The minister had it much worse when he was a lad.

"I went to a school in Africa where the school had fewer teachers than this school," he said. "The classes were bigger ... and some [pupils] did their homework under the street lamp at night because their parents did not have enough money, not just for electricity but for oil for the lamps."

Speaking at a Home Office-backed project aimed at raising the aspirations of black youths, Mr Boateng, who was raised in Ghana, told the schoolboys that his African classmates had achieved better results than any school in London.

He said: "If you recognise that education is important to you, you will get the most out of school. You make out of life what you put into it. If you look around for excuses you have only got yourselves to blame when you don't go where you want to go."

It was a calculated move by Britain's highest-ranking black politician to ensure that the project - in which the minister chose to become personally involved in the progress of about 20 black teenagers - took on a positive tone.

The boys from Willesden High School, in a north-west London neighbourhood where there have been nine black-on-black gun murders this year, responded in kind.

Delroy, who wants to be a dancer, said: "I would say I have got a good attitude. I know what I want to do and where I want to go."

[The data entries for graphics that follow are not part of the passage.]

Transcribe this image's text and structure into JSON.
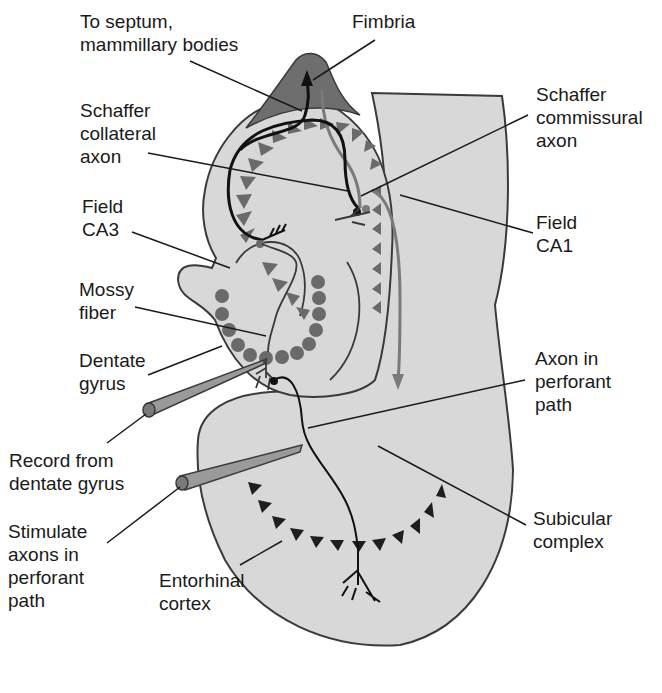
{
  "diagram": {
    "colors": {
      "background": "#ffffff",
      "tissue_fill": "#d8d8d8",
      "fimbria_fill": "#6e6e6e",
      "outline": "#3a3a3a",
      "pyramidal_gray": "#6a6a6a",
      "granule_cells": "#6a6a6a",
      "entorhinal_cells": "#1e1e1e",
      "axon_black": "#111111",
      "axon_gray": "#7a7a7a",
      "electrode_fill": "#9a9a9a",
      "label_text": "#1a1a1a"
    },
    "labels": {
      "septum": {
        "line1": "To septum,",
        "line2": "mammillary bodies"
      },
      "fimbria": {
        "line1": "Fimbria"
      },
      "schaffer_collateral": {
        "line1": "Schaffer",
        "line2": "collateral",
        "line3": "axon"
      },
      "schaffer_commissural": {
        "line1": "Schaffer",
        "line2": "commissural",
        "line3": "axon"
      },
      "field_ca3": {
        "line1": "Field",
        "line2": "CA3"
      },
      "field_ca1": {
        "line1": "Field",
        "line2": "CA1"
      },
      "mossy_fiber": {
        "line1": "Mossy",
        "line2": "fiber"
      },
      "dentate_gyrus": {
        "line1": "Dentate",
        "line2": "gyrus"
      },
      "axon_perforant": {
        "line1": "Axon in",
        "line2": "perforant",
        "line3": "path"
      },
      "record": {
        "line1": "Record from",
        "line2": "dentate gyrus"
      },
      "stimulate": {
        "line1": "Stimulate",
        "line2": "axons in",
        "line3": "perforant",
        "line4": "path"
      },
      "subicular": {
        "line1": "Subicular",
        "line2": "complex"
      },
      "entorhinal": {
        "line1": "Entorhinal",
        "line2": "cortex"
      }
    },
    "electrodes": [
      {
        "name": "recording-electrode",
        "target": "dentate gyrus"
      },
      {
        "name": "stimulating-electrode",
        "target": "perforant path"
      }
    ]
  }
}
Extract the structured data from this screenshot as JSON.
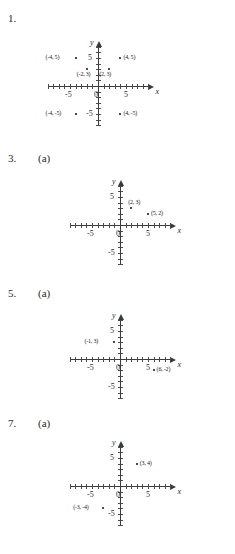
{
  "page": {
    "kind": "math-worksheet-coordinate-plane-answers",
    "background_color": "#ffffff",
    "ink_color": "#1a1a1a"
  },
  "axis_defaults": {
    "x_label": "x",
    "y_label": "y",
    "tick_labels_x": [
      "-5",
      "5"
    ],
    "tick_labels_y": [
      "5",
      "-5"
    ],
    "origin_label": "0",
    "x_range": [
      -9,
      9
    ],
    "y_range": [
      -7,
      7
    ]
  },
  "problems": [
    {
      "number": "1.",
      "part": "",
      "chart_data": {
        "type": "scatter",
        "title": "",
        "xlabel": "x",
        "ylabel": "y",
        "xlim": [
          -9,
          9
        ],
        "ylim": [
          -7,
          7
        ],
        "grid": false,
        "xticklabels": [
          "-5",
          "0",
          "5"
        ],
        "yticklabels": [
          "5",
          "-5"
        ],
        "points": [
          {
            "x": -4,
            "y": 5,
            "label": "(-4, 5)",
            "label_side": "left"
          },
          {
            "x": 4,
            "y": 5,
            "label": "(4, 5)",
            "label_side": "right"
          },
          {
            "x": -2,
            "y": 3,
            "label": "(-2, 3)",
            "label_side": "below"
          },
          {
            "x": 2,
            "y": 3,
            "label": "(2, 3)",
            "label_side": "below"
          },
          {
            "x": -4,
            "y": -5,
            "label": "(-4, -5)",
            "label_side": "left"
          },
          {
            "x": 4,
            "y": -5,
            "label": "(4, -5)",
            "label_side": "right"
          }
        ]
      }
    },
    {
      "number": "3.",
      "part": "(a)",
      "chart_data": {
        "type": "scatter",
        "title": "",
        "xlabel": "x",
        "ylabel": "y",
        "xlim": [
          -9,
          9
        ],
        "ylim": [
          -7,
          7
        ],
        "grid": false,
        "xticklabels": [
          "-5",
          "0",
          "5"
        ],
        "yticklabels": [
          "5",
          "-5"
        ],
        "points": [
          {
            "x": 2,
            "y": 3,
            "label": "(2, 3)",
            "label_side": "above"
          },
          {
            "x": 5,
            "y": 2,
            "label": "(5, 2)",
            "label_side": "right"
          }
        ]
      }
    },
    {
      "number": "5.",
      "part": "(a)",
      "chart_data": {
        "type": "scatter",
        "title": "",
        "xlabel": "x",
        "ylabel": "y",
        "xlim": [
          -9,
          9
        ],
        "ylim": [
          -7,
          7
        ],
        "grid": false,
        "xticklabels": [
          "-5",
          "0",
          "5"
        ],
        "yticklabels": [
          "5",
          "-5"
        ],
        "points": [
          {
            "x": -1,
            "y": 3,
            "label": "(-1, 3)",
            "label_side": "left"
          },
          {
            "x": 6,
            "y": -2,
            "label": "(6, -2)",
            "label_side": "right"
          }
        ]
      }
    },
    {
      "number": "7.",
      "part": "(a)",
      "chart_data": {
        "type": "scatter",
        "title": "",
        "xlabel": "x",
        "ylabel": "y",
        "xlim": [
          -9,
          9
        ],
        "ylim": [
          -7,
          7
        ],
        "grid": false,
        "xticklabels": [
          "-5",
          "0",
          "5"
        ],
        "yticklabels": [
          "5",
          "-5"
        ],
        "points": [
          {
            "x": 3,
            "y": 4,
            "label": "(3, 4)",
            "label_side": "right"
          },
          {
            "x": -3,
            "y": -4,
            "label": "(-3, -4)",
            "label_side": "left"
          }
        ]
      }
    }
  ]
}
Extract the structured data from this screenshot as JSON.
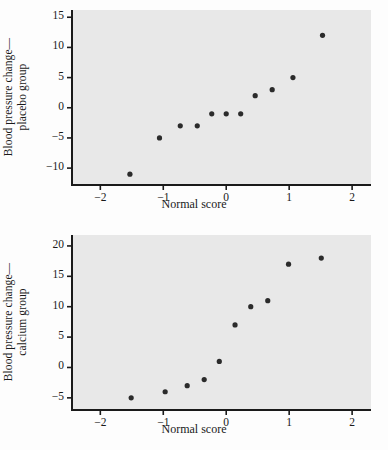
{
  "figure": {
    "width": 388,
    "height": 450,
    "background": "#fdfdfd",
    "panel_background": "#e8e8e8",
    "axis_color": "#1a1a1a",
    "point_color": "#2b2b2b"
  },
  "chart_data": [
    {
      "type": "scatter",
      "title": "",
      "xlabel": "Normal score",
      "ylabel": "Blood pressure change—\nplacebo group",
      "ylabel_line1": "Blood pressure change—",
      "ylabel_line2": "placebo group",
      "xlim": [
        -2.45,
        2.3
      ],
      "ylim": [
        -12.8,
        16.2
      ],
      "xticks": [
        -2,
        -1,
        0,
        1,
        2
      ],
      "xticklabels": [
        "−2",
        "−1",
        "0",
        "1",
        "2"
      ],
      "yticks": [
        -10,
        -5,
        0,
        5,
        10,
        15
      ],
      "yticklabels": [
        "−10",
        "−5",
        "0",
        "5",
        "10",
        "15"
      ],
      "grid": false,
      "legend": "none",
      "series": [
        {
          "name": "placebo group",
          "x": [
            -1.53,
            -1.06,
            -0.73,
            -0.46,
            -0.23,
            0.0,
            0.23,
            0.46,
            0.73,
            1.06,
            1.53
          ],
          "y": [
            -11,
            -5,
            -3,
            -3,
            -1,
            -1,
            -1,
            2,
            3,
            5,
            12
          ]
        }
      ]
    },
    {
      "type": "scatter",
      "title": "",
      "xlabel": "Normal score",
      "ylabel": "Blood pressure change—\ncalcium group",
      "ylabel_line1": "Blood pressure change—",
      "ylabel_line2": "calcium group",
      "xlim": [
        -2.45,
        2.3
      ],
      "ylim": [
        -7.0,
        21.8
      ],
      "xticks": [
        -2,
        -1,
        0,
        1,
        2
      ],
      "xticklabels": [
        "−2",
        "−1",
        "0",
        "1",
        "2"
      ],
      "yticks": [
        -5,
        0,
        5,
        10,
        15,
        20
      ],
      "yticklabels": [
        "−5",
        "0",
        "5",
        "10",
        "15",
        "20"
      ],
      "grid": false,
      "legend": "none",
      "series": [
        {
          "name": "calcium group",
          "x": [
            -1.51,
            -0.97,
            -0.62,
            -0.35,
            -0.11,
            0.14,
            0.39,
            0.66,
            0.99,
            1.51
          ],
          "y": [
            -5,
            -4,
            -3,
            -2,
            1,
            7,
            10,
            11,
            17,
            18
          ]
        }
      ]
    }
  ]
}
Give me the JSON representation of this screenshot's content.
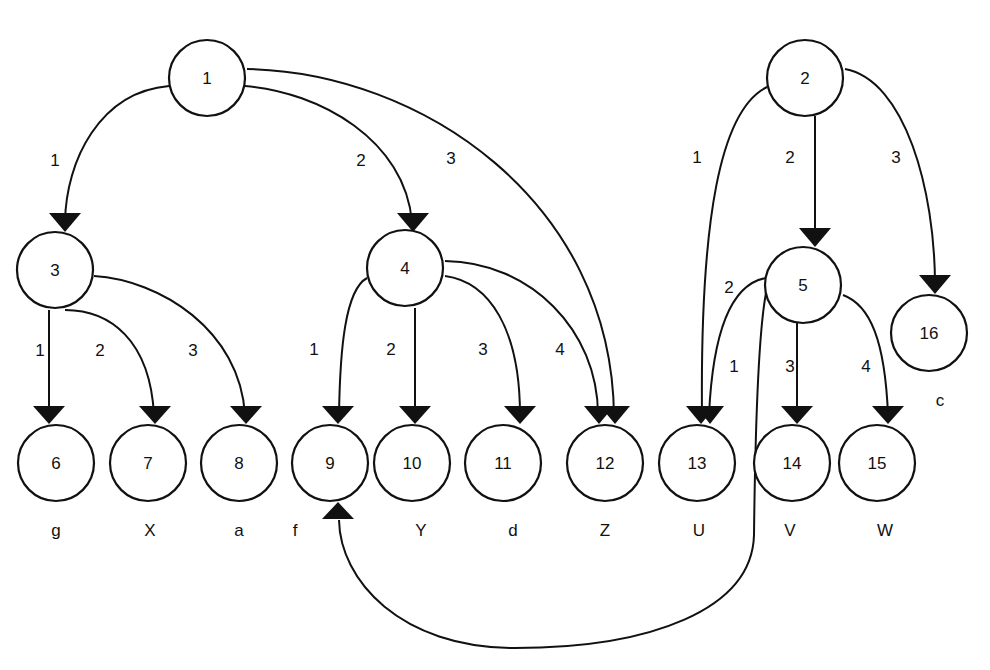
{
  "diagram": {
    "type": "directed-tree-graph",
    "nodes": [
      {
        "id": "1",
        "label": "1",
        "x": 207,
        "y": 78
      },
      {
        "id": "2",
        "label": "2",
        "x": 805,
        "y": 78
      },
      {
        "id": "3",
        "label": "3",
        "x": 55,
        "y": 270
      },
      {
        "id": "4",
        "label": "4",
        "x": 405,
        "y": 268
      },
      {
        "id": "5",
        "label": "5",
        "x": 803,
        "y": 285
      },
      {
        "id": "16",
        "label": "16",
        "x": 929,
        "y": 333
      },
      {
        "id": "6",
        "label": "6",
        "x": 56,
        "y": 463
      },
      {
        "id": "7",
        "label": "7",
        "x": 148,
        "y": 463
      },
      {
        "id": "8",
        "label": "8",
        "x": 239,
        "y": 463
      },
      {
        "id": "9",
        "label": "9",
        "x": 330,
        "y": 463
      },
      {
        "id": "10",
        "label": "10",
        "x": 412,
        "y": 463
      },
      {
        "id": "11",
        "label": "11",
        "x": 503,
        "y": 463
      },
      {
        "id": "12",
        "label": "12",
        "x": 605,
        "y": 463
      },
      {
        "id": "13",
        "label": "13",
        "x": 697,
        "y": 463
      },
      {
        "id": "14",
        "label": "14",
        "x": 792,
        "y": 463
      },
      {
        "id": "15",
        "label": "15",
        "x": 877,
        "y": 463
      }
    ],
    "edges": [
      {
        "from": "1",
        "to": "3",
        "label": "1",
        "label_x": 55,
        "label_y": 160
      },
      {
        "from": "1",
        "to": "4",
        "label": "2",
        "label_x": 361,
        "label_y": 160
      },
      {
        "from": "1",
        "to": "12",
        "label": "3",
        "label_x": 451,
        "label_y": 158
      },
      {
        "from": "2",
        "to": "13",
        "label": "1",
        "label_x": 697,
        "label_y": 157
      },
      {
        "from": "2",
        "to": "5",
        "label": "2",
        "label_x": 790,
        "label_y": 157
      },
      {
        "from": "2",
        "to": "16",
        "label": "3",
        "label_x": 896,
        "label_y": 157
      },
      {
        "from": "3",
        "to": "6",
        "label": "1",
        "label_x": 40,
        "label_y": 350
      },
      {
        "from": "3",
        "to": "7",
        "label": "2",
        "label_x": 100,
        "label_y": 350
      },
      {
        "from": "3",
        "to": "8",
        "label": "3",
        "label_x": 193,
        "label_y": 350
      },
      {
        "from": "4",
        "to": "9",
        "label": "1",
        "label_x": 314,
        "label_y": 349
      },
      {
        "from": "4",
        "to": "10",
        "label": "2",
        "label_x": 391,
        "label_y": 349
      },
      {
        "from": "4",
        "to": "11",
        "label": "3",
        "label_x": 483,
        "label_y": 349
      },
      {
        "from": "4",
        "to": "12",
        "label": "4",
        "label_x": 560,
        "label_y": 349
      },
      {
        "from": "5",
        "to": "13",
        "label": "2",
        "label_x": 729,
        "label_y": 287
      },
      {
        "from": "5",
        "to": "9",
        "label": "1",
        "label_x": 734,
        "label_y": 366
      },
      {
        "from": "5",
        "to": "14",
        "label": "3",
        "label_x": 790,
        "label_y": 366
      },
      {
        "from": "5",
        "to": "15",
        "label": "4",
        "label_x": 866,
        "label_y": 366
      }
    ],
    "leaf_labels": [
      {
        "node": "6",
        "text": "g",
        "x": 56,
        "y": 530
      },
      {
        "node": "7",
        "text": "X",
        "x": 150,
        "y": 530
      },
      {
        "node": "8",
        "text": "a",
        "x": 239,
        "y": 530
      },
      {
        "node": "9",
        "text": "f",
        "x": 295,
        "y": 530
      },
      {
        "node": "10",
        "text": "Y",
        "x": 421,
        "y": 530
      },
      {
        "node": "11",
        "text": "d",
        "x": 513,
        "y": 530
      },
      {
        "node": "12",
        "text": "Z",
        "x": 605,
        "y": 530
      },
      {
        "node": "13",
        "text": "U",
        "x": 699,
        "y": 530
      },
      {
        "node": "14",
        "text": "V",
        "x": 790,
        "y": 530
      },
      {
        "node": "15",
        "text": "W",
        "x": 885,
        "y": 530
      },
      {
        "node": "16",
        "text": "c",
        "x": 940,
        "y": 400
      }
    ]
  }
}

Some of the group had ambitions to become engineers. Another wanted to be a teacher. None aspired to Mr Boateng's own legal profession and his question about possible police careers left the group temporarily dumbfounded.

Abdi, 15, explained that he was stopped and searched only last weekend on his way to play football.

Mr Boateng, who during the session became less the politician and more the concerned father-of-five, agreed that the police officer's "lack of respect" in handling the search had been unacceptable.

The boys became increasingly at ease with the minister who had taken off his pin-striped jacket, revealed his allegiance to Arsenal and toyed with his mobile phone.

By the end of the session - which was filmed for publication on the Internet as part of a national schools resource for helping black boys in danger of exclusion - both the minister and the youths had learnt some lessons.

Mr Boateng warned the boys that violence against women was always unacceptable and that it was "not manly" to be a father at 16.

He told a boy who had been called a "bastard" by a white man that "there will always be ignorant people". He said: "That's progress! Ten years ago he would have called you a black bastard or worse."

In turn, the minister listened intently to the youngsters' requests for security cameras at the school gates to deter drug dealers and sex education that concentrated on health matters rather than the basics of reproduction "which everybody knows".

Promising to meet the boys again one year on, Mr Boateng told them that their standards of appearance and self- expression compared well with any school he had visited. "You have got nothing to be ashamed of," he said.